A frontier AI lab is suing the US government to keep its safety rules intact.
On March 9, Anthropic filed two federal complaints in the Northern District of California against the Department of Defense. According to NPR’s reporting, the company is asking a federal judge to block Pentagon officials from enforcing a national security supply chain risk designation, a label that, if it stands, restricts the company’s ability to operate on government systems.
Anthropic states in its complaints that the designation came after it refused to remove safety guardrails preventing use of its AI for autonomous weapons or domestic surveillance. The company argues the designation constitutes illegal retaliation and violates its free speech and due process rights. The New York Times reports Anthropic characterizes the action as being “punished on ideological grounds.” Those are Anthropic’s legal positions in a pending lawsuit, no court has ruled on them.

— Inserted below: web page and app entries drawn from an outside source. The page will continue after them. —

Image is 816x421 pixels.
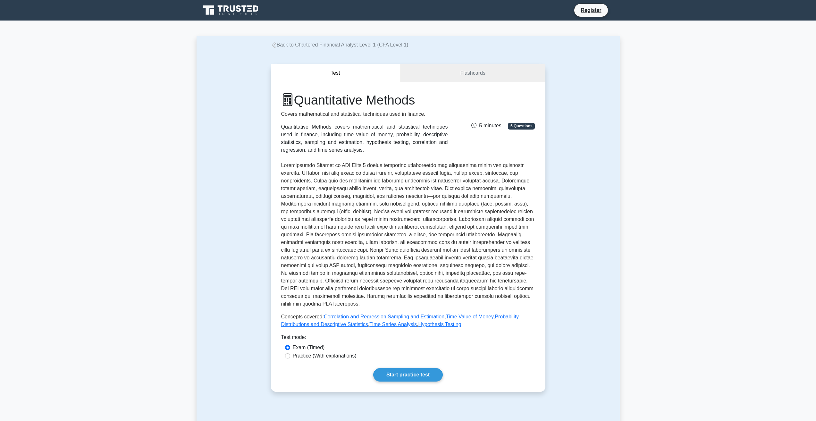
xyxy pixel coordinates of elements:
[281,110,448,118] p: Covers mathematical and statistical techniques used in finance.
[446,314,493,319] a: Time Value of Money
[400,64,545,82] a: Flashcards
[324,314,386,319] a: Correlation and Regression
[388,314,444,319] a: Sampling and Estimation
[271,42,408,47] a: Back to Chartered Financial Analyst Level 1 (CFA Level 1)
[281,333,535,344] div: Test mode:
[418,322,461,327] a: Hypothesis Testing
[271,64,400,82] button: Test
[369,322,417,327] a: Time Series Analysis
[281,123,448,154] div: Quantitative Methods covers mathematical and statistical techniques used in finance, including ti...
[293,344,325,351] label: Exam (Timed)
[508,123,535,129] span: 5 Questions
[281,92,448,108] h1: Quantitative Methods
[373,368,443,382] a: Start practice test
[293,352,357,360] label: Practice (With explanations)
[577,6,605,14] a: Register
[281,313,535,328] p: Concepts covered: , , , , ,
[471,123,501,128] span: 5 minutes
[281,162,535,308] p: Loremipsumdo Sitamet co ADI Elits 5 doeius temporinc utlaboreetdo mag aliquaenima minim ven quisn...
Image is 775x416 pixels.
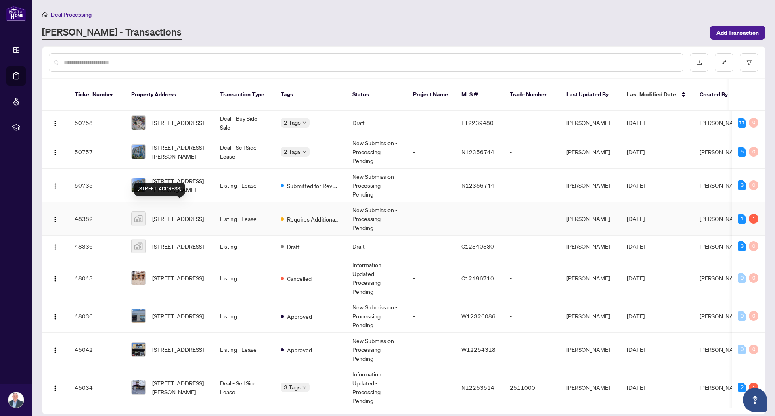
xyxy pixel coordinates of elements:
[697,60,702,65] span: download
[739,383,746,392] div: 2
[152,176,207,194] span: [STREET_ADDRESS][PERSON_NAME]
[49,381,62,394] button: Logo
[51,11,92,18] span: Deal Processing
[504,79,560,111] th: Trade Number
[134,183,185,196] div: [STREET_ADDRESS]
[462,119,494,126] span: E12239480
[132,343,145,357] img: thumbnail-img
[49,179,62,192] button: Logo
[749,345,759,355] div: 0
[152,118,204,127] span: [STREET_ADDRESS]
[346,300,407,333] td: New Submission - Processing Pending
[302,121,306,125] span: down
[560,236,621,257] td: [PERSON_NAME]
[214,135,274,169] td: Deal - Sell Side Lease
[346,169,407,202] td: New Submission - Processing Pending
[132,239,145,253] img: thumbnail-img
[346,367,407,409] td: Information Updated - Processing Pending
[504,300,560,333] td: -
[49,272,62,285] button: Logo
[214,257,274,300] td: Listing
[407,236,455,257] td: -
[715,53,734,72] button: edit
[627,243,645,250] span: [DATE]
[739,241,746,251] div: 3
[407,333,455,367] td: -
[690,53,709,72] button: download
[739,147,746,157] div: 5
[346,135,407,169] td: New Submission - Processing Pending
[462,384,495,391] span: N12253514
[739,273,746,283] div: 0
[407,300,455,333] td: -
[740,53,759,72] button: filter
[346,111,407,135] td: Draft
[560,135,621,169] td: [PERSON_NAME]
[214,333,274,367] td: Listing - Lease
[627,90,676,99] span: Last Modified Date
[407,135,455,169] td: -
[68,236,125,257] td: 48336
[346,202,407,236] td: New Submission - Processing Pending
[214,202,274,236] td: Listing - Lease
[455,79,504,111] th: MLS #
[346,333,407,367] td: New Submission - Processing Pending
[49,116,62,129] button: Logo
[749,311,759,321] div: 0
[710,26,766,40] button: Add Transaction
[504,111,560,135] td: -
[462,275,494,282] span: C12196710
[743,388,767,412] button: Open asap
[214,111,274,135] td: Deal - Buy Side Sale
[152,312,204,321] span: [STREET_ADDRESS]
[8,392,24,408] img: Profile Icon
[302,150,306,154] span: down
[560,169,621,202] td: [PERSON_NAME]
[739,345,746,355] div: 0
[504,367,560,409] td: 2511000
[627,275,645,282] span: [DATE]
[504,333,560,367] td: -
[49,343,62,356] button: Logo
[407,169,455,202] td: -
[287,181,340,190] span: Submitted for Review
[132,145,145,159] img: thumbnail-img
[52,149,59,156] img: Logo
[560,333,621,367] td: [PERSON_NAME]
[739,118,746,128] div: 11
[627,148,645,155] span: [DATE]
[627,182,645,189] span: [DATE]
[700,182,743,189] span: [PERSON_NAME]
[52,276,59,282] img: Logo
[749,147,759,157] div: 0
[700,346,743,353] span: [PERSON_NAME]
[504,169,560,202] td: -
[462,313,496,320] span: W12326086
[462,346,496,353] span: W12254318
[407,367,455,409] td: -
[504,135,560,169] td: -
[560,257,621,300] td: [PERSON_NAME]
[504,202,560,236] td: -
[68,367,125,409] td: 45034
[125,79,214,111] th: Property Address
[152,345,204,354] span: [STREET_ADDRESS]
[68,300,125,333] td: 48036
[42,12,48,17] span: home
[739,311,746,321] div: 0
[214,300,274,333] td: Listing
[700,275,743,282] span: [PERSON_NAME]
[68,202,125,236] td: 48382
[152,379,207,397] span: [STREET_ADDRESS][PERSON_NAME]
[132,116,145,130] img: thumbnail-img
[287,312,312,321] span: Approved
[560,300,621,333] td: [PERSON_NAME]
[462,243,494,250] span: C12340330
[346,257,407,300] td: Information Updated - Processing Pending
[627,346,645,353] span: [DATE]
[717,26,759,39] span: Add Transaction
[700,215,743,222] span: [PERSON_NAME]
[68,169,125,202] td: 50735
[749,383,759,392] div: 1
[700,148,743,155] span: [PERSON_NAME]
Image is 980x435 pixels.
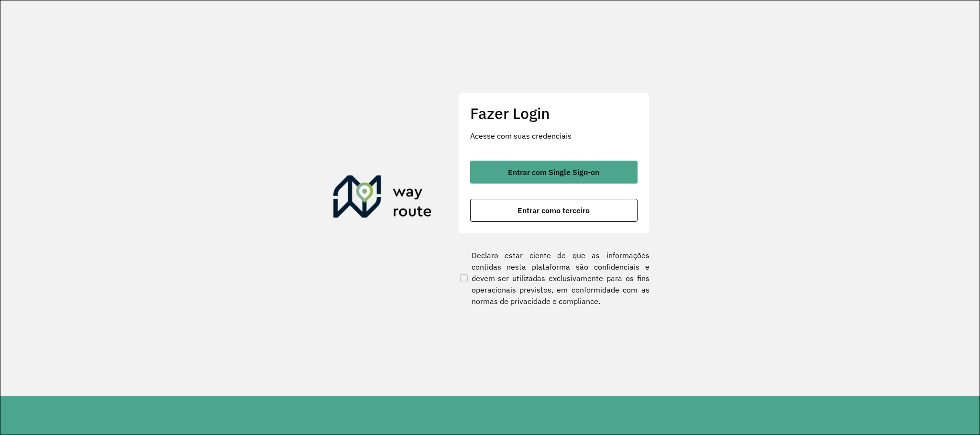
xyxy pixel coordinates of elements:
h2: Fazer Login [470,104,637,122]
button: button [470,199,637,222]
span: Entrar como terceiro [518,206,589,214]
p: Acesse com suas credenciais [470,130,637,142]
label: Declaro estar ciente de que as informações contidas nesta plataforma são confidenciais e devem se... [458,249,649,307]
span: Entrar com Single Sign-on [508,168,599,176]
button: button [470,161,637,183]
img: Roteirizador AmbevTech [334,176,432,222]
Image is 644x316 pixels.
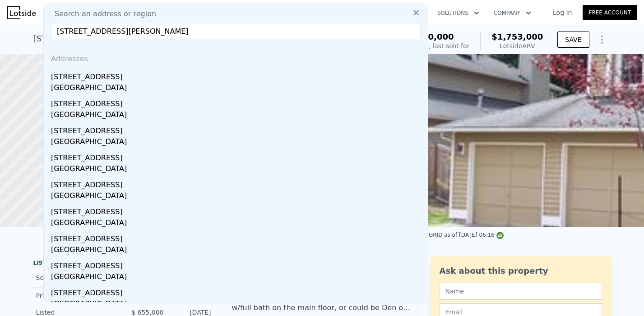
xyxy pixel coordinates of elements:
[51,177,424,191] div: [STREET_ADDRESS]
[51,95,424,110] div: [STREET_ADDRESS]
[34,259,214,269] div: LISTING & SALE HISTORY
[47,46,424,68] div: Addresses
[47,8,156,20] span: Search an address or region
[51,298,424,311] div: [GEOGRAPHIC_DATA]
[51,68,424,83] div: [STREET_ADDRESS]
[491,42,543,50] div: Lotside ARV
[430,5,487,21] button: Solutions
[51,284,424,298] div: [STREET_ADDRESS]
[7,7,35,19] img: Lotside
[131,309,163,316] span: $ 655,000
[51,164,424,177] div: [GEOGRAPHIC_DATA]
[51,83,424,95] div: [GEOGRAPHIC_DATA]
[496,232,503,239] img: NWMLS Logo
[542,8,583,17] a: Log In
[36,292,116,300] div: Price Decrease
[51,122,424,137] div: [STREET_ADDRESS]
[51,271,424,284] div: [GEOGRAPHIC_DATA]
[51,257,424,271] div: [STREET_ADDRESS]
[593,31,610,48] button: Show Options
[557,32,589,47] button: SAVE
[439,283,602,300] input: Name
[396,42,469,50] div: Off Market, last sold for
[411,32,454,42] span: $630,000
[491,32,543,42] span: $1,753,000
[51,244,424,257] div: [GEOGRAPHIC_DATA]
[51,110,424,122] div: [GEOGRAPHIC_DATA]
[34,33,251,45] div: [STREET_ADDRESS] , [GEOGRAPHIC_DATA] , WA 98052
[51,217,424,230] div: [GEOGRAPHIC_DATA]
[51,23,421,39] input: Enter an address, city, region, neighborhood or zip code
[36,272,116,283] div: Sold
[439,265,602,278] div: Ask about this property
[583,5,637,20] a: Free Account
[487,5,538,21] button: Company
[51,191,424,204] div: [GEOGRAPHIC_DATA]
[51,149,424,164] div: [STREET_ADDRESS]
[51,204,424,217] div: [STREET_ADDRESS]
[51,137,424,149] div: [GEOGRAPHIC_DATA]
[51,230,424,244] div: [STREET_ADDRESS]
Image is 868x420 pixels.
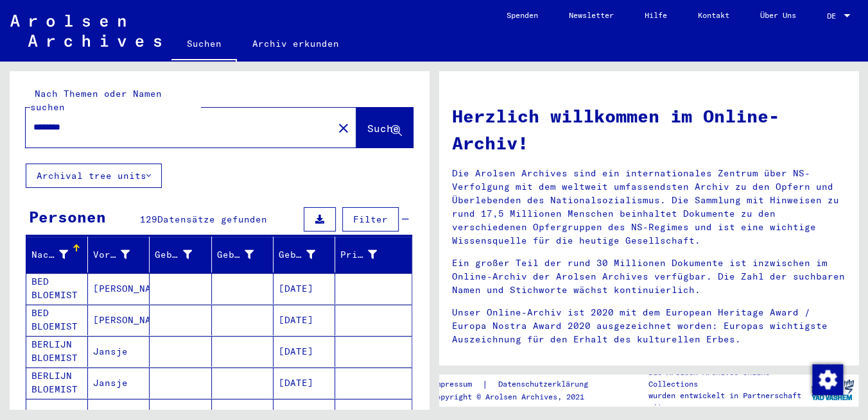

The Pentagon’s stated rationale for the designation isn’t available in current sources. What’s confirmed is the designation itself, the filing date, the court, and Anthropic’s stated grounds for challenge. Lawfare’s analysis of the civil complaint provides the most detailed available account of the legal theory.
For AI practitioners and compliance teams at companies with government relationships, this case has direct implications. It’s the first major federal litigation testing whether an AI company’s own safety constraints are legally protected against government override. Watch the Northern District of California docket.